Expanding Conceptions of Conflict-Related Sexual Violence among Military Peacekeepers

UN peacekeeping missions tend to frame conflict-related sexual violence (CRSV) narrowly both in terms of who its victims are and who is best placed to address it. The victims of CRSV are usually assumed to be women and girls, and there is often an expectation that women peacekeepers will be better able to address CRSV than men. These assumptions reflect the frequent conflation of CRSV with “violence against women and girls,” as well as with “sexual and gender-based violence.” They also reflect the broader conflation of “women” and “gender” throughout UN policy documents and training resources for military peacekeepers.

This issue brief explores how the UN system currently understands CRSV and SGBV, how this understanding affects the responsibilities, roles, and perceptions of military peacekeepers, and how UN policies—especially those focused on military women’s participation in peacekeeping—might be more inclusive. It draws on desk research as well as interviews with practitioners, UN personnel, and academic gender experts, as well as insights shared in several closed-door, expert-level workshops.

The paper concludes that the current narrow understanding of CRSV harms victims of sexual violence who are not women and girls, including men and boys as well as sexual and gender minorities. Beyond the victims, narrow understandings of CRSV also harm women peacekeepers. Those pushing to increase the number of uniformed women peacekeepers often emphasize their added value in preventing and responding to CRSV. This assumption can perpetuate the idea that women peacekeepers’ primary added value is their gender identity and saddles them with additional responsibilities, often without adequate training, resources, or authority.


#### Task item
Filter the material below down to the lines with the word "text" and give those lines.

+ + + +

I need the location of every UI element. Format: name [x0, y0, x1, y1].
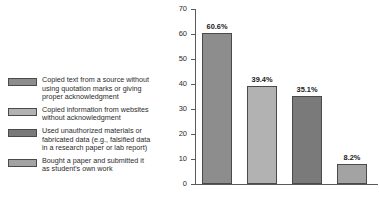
y-axis-tick-label: 0: [159, 180, 187, 188]
y-axis-tick-label: 60: [159, 30, 187, 38]
y-axis-tick: [191, 34, 195, 35]
bar-value-label: 35.1%: [285, 86, 329, 94]
bar-slot: 39.4%: [247, 9, 277, 184]
bar-series: 60.6%39.4%35.1%8.2%: [196, 9, 378, 184]
legend-label: Used unauthorized materials orfabricated…: [42, 127, 150, 153]
bar[interactable]: [202, 33, 232, 185]
bar-slot: 60.6%: [202, 9, 232, 184]
y-axis-tick-label: 40: [159, 80, 187, 88]
y-axis-tick: [191, 59, 195, 60]
legend-label-line: in a research paper or lab report): [42, 144, 150, 153]
y-axis-tick-label: 70: [159, 5, 187, 13]
bar[interactable]: [247, 86, 277, 185]
legend-label-line: proper acknowledgment: [42, 93, 149, 102]
legend-label-line: as student's own work: [42, 165, 144, 174]
legend-item: Bought a paper and submitted itas studen…: [8, 157, 173, 174]
y-axis-tick: [191, 134, 195, 135]
y-axis-tick-label: 10: [159, 155, 187, 163]
y-axis-tick: [191, 109, 195, 110]
legend-label-line: without acknowledgment: [42, 114, 149, 123]
legend-swatch: [8, 159, 37, 167]
bar-value-label: 39.4%: [240, 76, 284, 84]
legend-item: Copied text from a source withoutusing q…: [8, 76, 173, 102]
legend-swatch: [8, 78, 37, 86]
x-axis-line: [195, 184, 378, 185]
bar-value-label: 8.2%: [330, 154, 374, 162]
y-axis-tick: [191, 84, 195, 85]
plot-area: 706050403020100 60.6%39.4%35.1%8.2%: [160, 0, 379, 205]
y-axis-tick-label: 20: [159, 130, 187, 138]
y-axis-tick-label: 30: [159, 105, 187, 113]
bar-value-label: 60.6%: [195, 23, 239, 31]
y-axis-tick: [191, 184, 195, 185]
legend-label: Copied text from a source withoutusing q…: [42, 76, 149, 102]
bar[interactable]: [337, 164, 367, 185]
bar-slot: 8.2%: [337, 9, 367, 184]
y-axis-tick-label: 50: [159, 55, 187, 63]
y-axis-tick: [191, 9, 195, 10]
legend-item: Copied information from websiteswithout …: [8, 106, 173, 123]
legend-swatch: [8, 129, 37, 137]
legend-swatch: [8, 108, 37, 116]
bar[interactable]: [292, 96, 322, 184]
legend-label: Copied information from websiteswithout …: [42, 106, 149, 123]
y-axis-tick: [191, 159, 195, 160]
chart-figure: Copied text from a source withoutusing q…: [0, 0, 379, 205]
chart-legend: Copied text from a source withoutusing q…: [8, 76, 173, 178]
bar-slot: 35.1%: [292, 9, 322, 184]
legend-label: Bought a paper and submitted itas studen…: [42, 157, 144, 174]
legend-item: Used unauthorized materials orfabricated…: [8, 127, 173, 153]
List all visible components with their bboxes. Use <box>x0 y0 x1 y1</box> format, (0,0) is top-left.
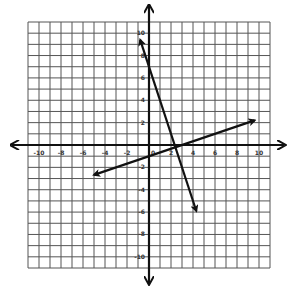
plotted-lines <box>94 40 255 211</box>
y-tick-label: -10 <box>134 253 145 260</box>
plotted-line-2 <box>94 120 255 174</box>
y-tick-label: 4 <box>141 96 145 103</box>
x-tick-label: -10 <box>34 149 45 156</box>
x-tick-label: 4 <box>191 149 195 156</box>
x-tick-label: -8 <box>58 149 65 156</box>
y-tick-label: -8 <box>138 230 145 237</box>
x-tick-label: -6 <box>80 149 87 156</box>
y-tick-label: -4 <box>138 186 145 193</box>
y-tick-label: 10 <box>137 29 145 36</box>
x-tick-label: -2 <box>124 149 131 156</box>
y-tick-label: 2 <box>141 119 145 126</box>
x-tick-label: 8 <box>235 149 239 156</box>
y-tick-label: 6 <box>141 74 145 81</box>
y-tick-label: -2 <box>138 163 145 170</box>
axes <box>12 6 284 283</box>
y-tick-label: -6 <box>138 208 145 215</box>
x-tick-label: -4 <box>102 149 109 156</box>
x-tick-label: 10 <box>255 149 263 156</box>
coordinate-plane: -10-8-6-4-20246810108642-2-4-6-8-10 <box>0 0 293 288</box>
x-tick-label: 6 <box>213 149 217 156</box>
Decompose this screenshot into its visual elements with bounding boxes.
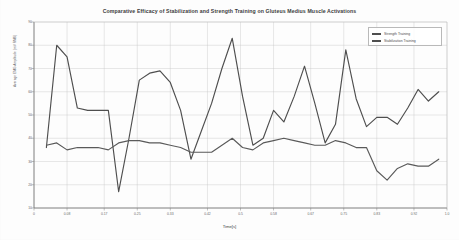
x-axis-title: Time[s]	[0, 224, 459, 229]
legend-item-stabilization-training: Stabilization Training	[372, 38, 438, 45]
legend-label: Stabilization Training	[384, 39, 416, 43]
axis-lines	[32, 22, 448, 211]
grid-lines	[34, 22, 447, 208]
y-tick-label: 40	[18, 136, 32, 140]
x-tick-labels: 00.080.170.250.330.420.50.580.670.750.83…	[0, 212, 459, 222]
legend-item-strength-training: Strength Training	[372, 31, 438, 38]
x-tick-label: 0.33	[167, 212, 174, 216]
y-tick-label: 50	[18, 113, 32, 117]
x-tick-label: 0.25	[134, 212, 141, 216]
y-tick-label: 30	[18, 160, 32, 164]
x-tick-label: 0.17	[101, 212, 108, 216]
y-tick-label: 10	[18, 206, 32, 210]
x-tick-label: 0.75	[340, 212, 347, 216]
x-tick-label: 0.08	[64, 212, 71, 216]
x-tick-label: 0.83	[373, 212, 380, 216]
legend-label: Strength Training	[384, 32, 410, 36]
y-tick-labels: 102030405060708090	[16, 0, 32, 240]
y-tick-label: 80	[18, 43, 32, 47]
x-tick-label: 0.42	[204, 212, 211, 216]
y-tick-label: 60	[18, 90, 32, 94]
chart-container: Comparative Efficacy of Stabilization an…	[0, 0, 459, 240]
y-tick-label: 90	[18, 20, 32, 24]
x-tick-label: 0.92	[411, 212, 418, 216]
x-tick-label: 0.67	[307, 212, 314, 216]
x-tick-label: 1.0	[445, 212, 450, 216]
chart-legend: Strength Training Stabilization Training	[368, 27, 442, 46]
x-tick-label: 0	[33, 212, 35, 216]
x-tick-label: 0.5	[238, 212, 243, 216]
legend-swatch-icon	[372, 33, 381, 35]
chart-title: Comparative Efficacy of Stabilization an…	[0, 8, 459, 14]
x-tick-label: 0.58	[270, 212, 277, 216]
y-tick-label: 20	[18, 183, 32, 187]
legend-swatch-icon	[372, 40, 381, 42]
y-tick-label: 70	[18, 67, 32, 71]
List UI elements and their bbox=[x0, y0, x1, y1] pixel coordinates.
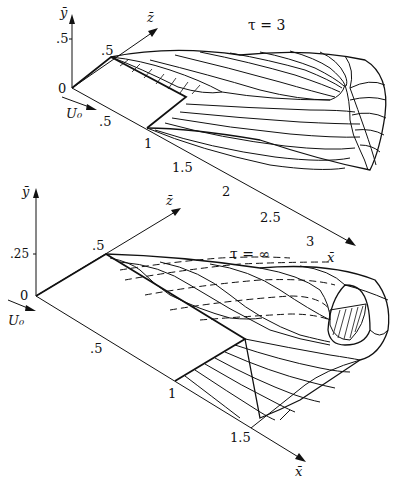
flow-label: U₀ bbox=[66, 106, 83, 121]
x-tick: 1 bbox=[168, 386, 176, 401]
y-axis-label: ȳ bbox=[21, 184, 30, 199]
z-tick: .5 bbox=[101, 43, 113, 58]
y-axis-arrow-icon bbox=[69, 14, 75, 24]
x-tick: 2.5 bbox=[260, 210, 281, 225]
top-plot: ȳ .5 z̄ .5 0 U₀ .5 1 1.5 2 2.5 3 x̄ τ = … bbox=[56, 5, 386, 265]
origin-label: 0 bbox=[58, 81, 66, 96]
x-axis-arrow-icon bbox=[345, 237, 356, 246]
x-tick: 1 bbox=[144, 136, 152, 151]
x-tick: .5 bbox=[99, 114, 111, 129]
flow-label: U₀ bbox=[8, 313, 25, 328]
x-axis bbox=[36, 296, 300, 458]
x-tick: 2 bbox=[222, 184, 230, 199]
x-axis-label: x̄ bbox=[295, 464, 303, 479]
bottom-plot: ȳ .25 z̄ .5 0 U₀ .5 1 1.5 x̄ τ = ∞ bbox=[8, 184, 389, 479]
flow-arrow-icon bbox=[25, 305, 36, 311]
z-axis-label: z̄ bbox=[165, 193, 173, 208]
plate-outline bbox=[72, 57, 186, 128]
plot-title: τ = 3 bbox=[248, 17, 285, 33]
z-axis-arrow-icon bbox=[171, 208, 181, 216]
y-axis-label: ȳ bbox=[59, 5, 68, 20]
x-tick: 3 bbox=[306, 234, 314, 249]
plate-outline bbox=[36, 254, 245, 381]
y-axis-arrow-icon bbox=[33, 188, 39, 198]
origin-label: 0 bbox=[20, 288, 28, 303]
y-tick: .25 bbox=[10, 247, 29, 261]
plot-title: τ = ∞ bbox=[230, 246, 270, 262]
x-tick: 1.5 bbox=[172, 160, 193, 175]
x-tick: .5 bbox=[90, 341, 102, 356]
flow-arrow-icon bbox=[86, 104, 97, 110]
figure-canvas: ȳ .5 z̄ .5 0 U₀ .5 1 1.5 2 2.5 3 x̄ τ = … bbox=[0, 0, 400, 485]
x-axis-label: x̄ bbox=[327, 250, 335, 265]
x-axis bbox=[72, 88, 350, 242]
z-tick: .5 bbox=[92, 238, 104, 253]
z-axis-label: z̄ bbox=[146, 10, 154, 25]
z-axis-arrow-icon bbox=[148, 28, 158, 37]
z-axis bbox=[72, 32, 153, 88]
x-tick: 1.5 bbox=[230, 430, 251, 445]
x-axis-arrow-icon bbox=[295, 453, 306, 462]
y-tick: .5 bbox=[56, 31, 68, 46]
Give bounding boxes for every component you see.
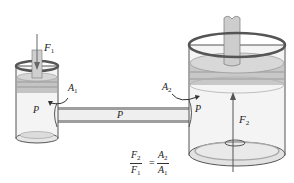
equation-area-ratio: A2 A1 [157,150,169,178]
area-large-label: A2 [162,82,172,94]
equation-force-ratio: F2 F1 [130,150,142,178]
pressure-small-label: P [33,105,39,115]
connecting-tube [56,107,192,123]
force-small-label: F1 [44,42,54,55]
equation-equals: = [149,157,155,168]
force-large-label: F2 [239,114,249,127]
hydraulic-press-diagram [0,0,294,183]
pressure-large-label: P [195,104,201,114]
large-cylinder [189,16,285,172]
pressure-tube-label: P [117,110,123,120]
area-small-label: A1 [68,83,78,95]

+ + + +

#### Answer space
legend-item: Copied text from a source withoutusing q…: [8, 76, 173, 102]
legend-label: Copied text from a source withoutusing q…: [42, 76, 149, 102]
chart-figure: Copied text from a source withoutusing q…: [0, 0, 379, 205]
chart-legend: Copied text from a source withoutusing q…: [8, 76, 173, 178]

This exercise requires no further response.